Las Vegas Sun

March 29, 2024

Carbon offsetting for Clean Energy Summit? Uhhh, no

National Clean Energy Summit 6.0

Actor and former California Gov. Arnold Schwarzenegger speaks during the National Clean Energy Summit 6.0 on Tuesday, Aug. 13, 2013, at Mandalay Bay. Launch slideshow »

The attendees at this year’s National Clean Energy summit took many a gas-guzzling plane, cab and SUV to make it to Las Vegas’ Mandalay Bay Resort, where they spent Tuesday comparing notes on the latest commercial technologies to reduce greenhouse gas emissions.

Sound ironic? Perhaps. But for now, conference organizers suggest, it is just one of the opportunity costs of getting the fledgling clean energy business going.

In the past few years, sustainable energy conference directors from the United Nations to the American Meteorological Society have either mandated or offered attendees the opportunity to offset their event-related carbon emissions, by investing the estimated cost of their “carbon footprint” directly into a sustainable energy project.

But since the Nevada-based Clean Energy Project took over the financials of the National Clean Energy Summit in 2011, they have eschewed the idea of offering participants a formal, centralized way of purchasing carbon offsets, reasoning that the purpose of the conference is like an offset itself.

“We use our limited resources to do direct advocacy for policies that help create renewable energy,” CEP executive director Lydia Ball said.

Few of the conference organizers seemed aware of the carbon offsetting trend.

“This is the first I’m really hearing anything about it,” said Camille Yameen, spokeswoman for the conference, while a spokeswoman for Sen. Harry Reid, chief conference organizer, asked for more clarification about what the Sun meant by carbon offsetting.

Carbon offsetting relies on estimating the amount of environmentally harmful carbon emissions one produces, or is at least responsible for, in the context of performing various activities, such as driving a car, flying in an airplane, or simply turning the lights on in their abode.

There are numerous carbon calculators online: the government’s Environmental Protection Agency has a questionnaire to estimate household emissions, while more narrowly focused calculators estimate emissions for college students, certain types of businesses and even specific makes of automobiles.

Event planning is a popular area for carbon emissions estimates, as the fairly predictable combination of flights, hotel stays and in-town transportation offer a manageable way of measuring one’s carbon footprint — and the pressure to offset that can more often be put on a company than an individual employee’s checkbook.

For example, the event calculator at TerraPass.com estimates that a round-trip flight from Washington, D.C., to Las Vegas, plus two nights in a hotel, plus about 20 miles of in-city driving produces about 2,200 pounds of carbon dioxide. The site then estimates cost of offsetting that level of emissions is about $13-14.

But for the crowd in Las Vegas, coughing up even just a few extra dollars can be a tricky business.

While the conference attracted a few national consultants and developers, most conference attendees from outside of Nevada are government officials. When you add up the carbon footprints of the entourages for Reid, Energy Secretary Ernest Moniz, Interior Secretary Sally Jewell, and a small battery of current and former governors and members of Congress, the total of offsets could be a significant cash windfall for some worthy renewable energy project.

But using taxpayer dollars to pay for offsets at a time when the country is still divided over the harmfulness of carbon emissions or the technologies that produce them — especially at a time when deficits are high and budgets are tight — is a politically risky proposition.

Even within the growing community of climate change activists, there is dispute as to whether carbon offsetting, on an individual or collective basis, is really a deceptively false panacea.

Critics charge that carbon offsets do little to actually reduce the overall output of greenhouse gases, because the emitters are able to write off their sustainable environmental responsibility with a paycheck. Carbon offsets have even been compared to the sale of indulgences by the Catholic church — the rationale being that no level of investment in renewable energy projects will matter if the big emitters are given carte blanche to keep belching carbon byproducts into the air.

Still, official public policy on carbon offsets is divided. California recently green-lighted plans to let companies pay up to 8 percent of their required greenhouse gas reductions through carbon offsetting, while the European Union imposed a ban carbon-producing businesses using UN Certified Emissions Reductions to count toward emissions restrictions.

For now, clean energy conference organizers in Nevada are steering clear of the controversy and erring on the side of frugality, hoping that the clean energy work they are promoting — such as solar panel fields and clean-fuel cars — justifies the dirtier means of coming to the conference to display them and encourage others to take on similar projects.

“As you know, UNLV and MGM, both co-sponsors (of the conference), are currently developing renewable energy projects,” Ball offered, referring to the solar and clean-fuel burning projects, in explaining why the National Renewable Energy conference didn’t get into the business of carbon offsetting.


Problem to solve:
Write the data out again, character for character, with no images.

[Data records]
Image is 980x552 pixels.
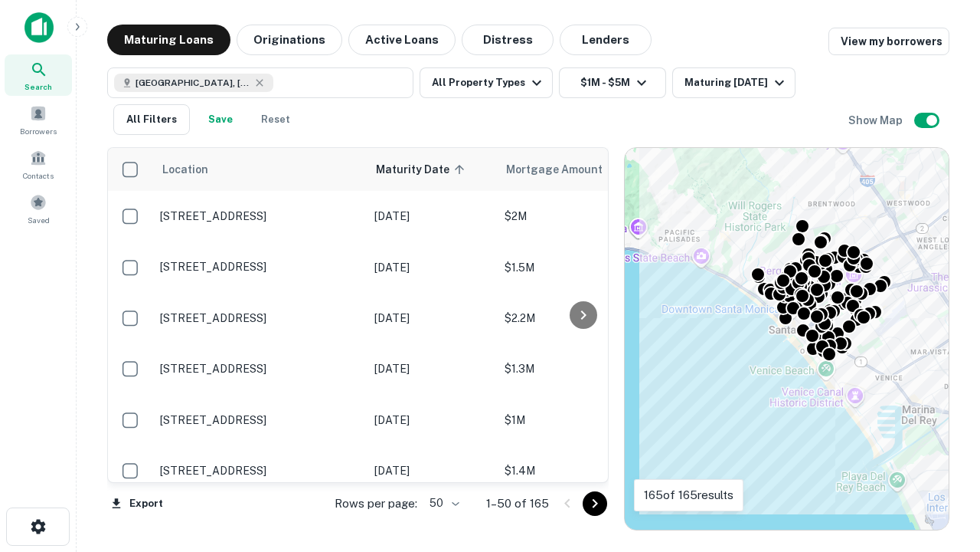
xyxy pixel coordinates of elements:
div: 0 0 [625,148,949,530]
span: Search [25,80,52,93]
button: Distress [462,25,554,55]
p: $1M [505,411,658,429]
span: Maturity Date [376,160,470,178]
iframe: Chat Widget [904,430,980,503]
button: All Property Types [420,68,553,98]
th: Mortgage Amount [497,148,665,191]
p: [STREET_ADDRESS] [160,311,359,325]
p: Rows per page: [335,494,417,513]
button: Originations [237,25,343,55]
p: [DATE] [374,462,490,479]
span: Contacts [23,169,53,181]
button: Active Loans [348,25,455,55]
div: Maturing [DATE] [684,73,788,92]
th: Location [153,148,367,191]
p: $1.4M [505,462,658,479]
p: $2.2M [505,309,658,326]
a: Contacts [5,143,72,185]
span: Saved [28,214,50,226]
p: $1.3M [505,360,658,377]
div: 50 [424,492,462,515]
p: [STREET_ADDRESS] [160,260,359,274]
button: $1M - $5M [559,68,666,98]
button: Go to next page [583,492,607,515]
a: Search [5,54,72,95]
button: Reset [251,104,300,135]
a: Borrowers [5,99,72,140]
button: Save your search to get updates of matches that match your search criteria. [196,104,245,135]
button: All Filters [114,104,190,135]
button: Maturing Loans [107,25,230,55]
p: $1.5M [505,259,658,276]
p: [DATE] [374,309,490,326]
span: Location [161,160,208,178]
span: Mortgage Amount [506,160,622,178]
p: 165 of 165 results [644,486,734,504]
p: 1–50 of 165 [486,494,549,513]
h6: Show Map [849,112,905,129]
p: [DATE] [374,411,490,429]
p: [DATE] [374,208,490,224]
button: Lenders [560,25,652,55]
button: Maturing [DATE] [672,68,796,98]
p: [STREET_ADDRESS] [160,464,359,477]
p: $2M [505,208,658,224]
img: capitalize-icon.png [25,12,53,43]
th: Maturity Date [367,148,497,191]
p: [STREET_ADDRESS] [160,362,359,375]
span: Borrowers [20,125,56,137]
span: [GEOGRAPHIC_DATA], [GEOGRAPHIC_DATA], [GEOGRAPHIC_DATA] [136,76,250,90]
a: Saved [5,188,72,229]
p: [DATE] [374,259,490,276]
p: [DATE] [374,360,490,377]
p: [STREET_ADDRESS] [160,209,359,223]
button: [GEOGRAPHIC_DATA], [GEOGRAPHIC_DATA], [GEOGRAPHIC_DATA] [107,68,413,98]
button: Export [107,492,167,515]
p: [STREET_ADDRESS] [160,413,359,427]
a: View my borrowers [829,28,950,55]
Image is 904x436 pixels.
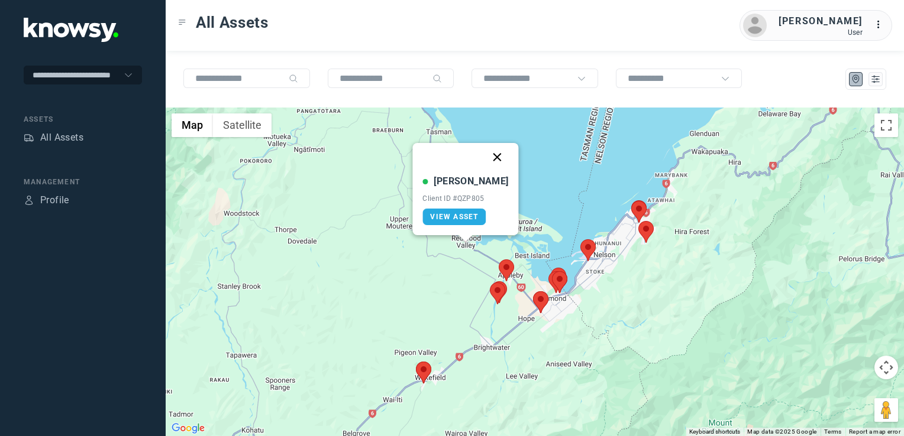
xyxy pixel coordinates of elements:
div: Client ID #QZP805 [422,195,508,203]
div: [PERSON_NAME] [778,14,862,28]
div: All Assets [40,131,83,145]
img: avatar.png [743,14,767,37]
div: Toggle Menu [178,18,186,27]
span: All Assets [196,12,269,33]
a: Report a map error [849,429,900,435]
div: Management [24,177,142,187]
div: [PERSON_NAME] [434,174,508,189]
div: Profile [24,195,34,206]
button: Drag Pegman onto the map to open Street View [874,399,898,422]
button: Map camera controls [874,356,898,380]
div: List [870,74,881,85]
a: ProfileProfile [24,193,69,208]
div: Map [850,74,861,85]
div: Profile [40,193,69,208]
div: User [778,28,862,37]
button: Keyboard shortcuts [689,428,740,436]
div: Assets [24,132,34,143]
a: AssetsAll Assets [24,131,83,145]
div: Search [432,74,442,83]
button: Close [483,143,512,172]
div: : [874,18,888,34]
button: Toggle fullscreen view [874,114,898,137]
img: Application Logo [24,18,118,42]
button: Show satellite imagery [213,114,271,137]
button: Show street map [172,114,213,137]
img: Google [169,421,208,436]
a: View Asset [422,209,486,225]
span: Map data ©2025 Google [747,429,816,435]
a: Terms (opens in new tab) [824,429,842,435]
a: Open this area in Google Maps (opens a new window) [169,421,208,436]
tspan: ... [875,20,887,29]
div: Search [289,74,298,83]
div: Assets [24,114,142,125]
span: View Asset [430,213,478,221]
div: : [874,18,888,32]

Solution for this task:
Image is 980x552 pixels.
xyxy pixel coordinates of elements:
div: 0 0 [625,148,949,530]
span: Search [25,80,52,93]
button: Distress [462,25,554,55]
p: $1M [505,411,658,429]
span: Maturity Date [376,160,470,178]
iframe: Chat Widget [904,430,980,503]
button: All Property Types [420,68,553,98]
th: Mortgage Amount [497,148,665,191]
p: [STREET_ADDRESS] [160,311,359,325]
p: Rows per page: [335,494,417,513]
button: Originations [237,25,343,55]
p: [DATE] [374,462,490,479]
span: Contacts [23,169,53,181]
button: Active Loans [348,25,455,55]
div: Maturing [DATE] [684,73,788,92]
th: Location [153,148,367,191]
p: $1.4M [505,462,658,479]
p: $2.2M [505,309,658,326]
a: Contacts [5,143,72,185]
span: Saved [28,214,50,226]
p: $1.3M [505,360,658,377]
div: 50 [424,492,462,515]
p: [STREET_ADDRESS] [160,260,359,274]
button: $1M - $5M [559,68,666,98]
button: Go to next page [583,492,607,515]
a: Search [5,54,72,95]
button: Reset [251,104,300,135]
a: Borrowers [5,99,72,140]
button: Save your search to get updates of matches that match your search criteria. [196,104,245,135]
button: All Filters [114,104,190,135]
button: Maturing Loans [107,25,230,55]
p: $1.5M [505,259,658,276]
p: [DATE] [374,309,490,326]
span: Location [161,160,208,178]
span: Mortgage Amount [506,160,622,178]
p: 165 of 165 results [644,486,734,504]
p: 1–50 of 165 [486,494,549,513]
h6: Show Map [849,112,905,129]
p: [DATE] [374,411,490,429]
p: [DATE] [374,208,490,224]
button: Lenders [560,25,652,55]
button: Maturing [DATE] [672,68,796,98]
p: [STREET_ADDRESS] [160,464,359,477]
p: $2M [505,208,658,224]
img: capitalize-icon.png [25,12,53,43]
th: Maturity Date [367,148,497,191]
p: [STREET_ADDRESS] [160,362,359,375]
span: Borrowers [20,125,56,137]
span: [GEOGRAPHIC_DATA], [GEOGRAPHIC_DATA], [GEOGRAPHIC_DATA] [136,76,250,90]
a: Saved [5,188,72,229]
p: [DATE] [374,259,490,276]
p: [DATE] [374,360,490,377]
p: [STREET_ADDRESS] [160,209,359,223]
button: [GEOGRAPHIC_DATA], [GEOGRAPHIC_DATA], [GEOGRAPHIC_DATA] [107,68,413,98]
button: Export [107,492,167,515]
p: [STREET_ADDRESS] [160,413,359,427]
a: View my borrowers [829,28,950,55]
Image is 904x436 pixels.
xyxy pixel coordinates of elements:
div: Client ID #QZP805 [422,195,508,203]
div: [PERSON_NAME] [778,14,862,28]
div: All Assets [40,131,83,145]
img: avatar.png [743,14,767,37]
div: Toggle Menu [178,18,186,27]
span: All Assets [196,12,269,33]
a: Report a map error [849,429,900,435]
div: Management [24,177,142,187]
div: [PERSON_NAME] [434,174,508,189]
div: Profile [24,195,34,206]
button: Drag Pegman onto the map to open Street View [874,399,898,422]
button: Map camera controls [874,356,898,380]
div: List [870,74,881,85]
a: ProfileProfile [24,193,69,208]
div: Map [850,74,861,85]
div: Profile [40,193,69,208]
div: User [778,28,862,37]
button: Keyboard shortcuts [689,428,740,436]
div: Assets [24,132,34,143]
a: AssetsAll Assets [24,131,83,145]
div: Search [432,74,442,83]
button: Close [483,143,512,172]
div: : [874,18,888,34]
button: Toggle fullscreen view [874,114,898,137]
img: Application Logo [24,18,118,42]
button: Show satellite imagery [213,114,271,137]
button: Show street map [172,114,213,137]
img: Google [169,421,208,436]
a: View Asset [422,209,486,225]
span: Map data ©2025 Google [747,429,816,435]
a: Terms (opens in new tab) [824,429,842,435]
a: Open this area in Google Maps (opens a new window) [169,421,208,436]
tspan: ... [875,20,887,29]
div: Search [289,74,298,83]
div: Assets [24,114,142,125]
span: View Asset [430,213,478,221]
div: : [874,18,888,32]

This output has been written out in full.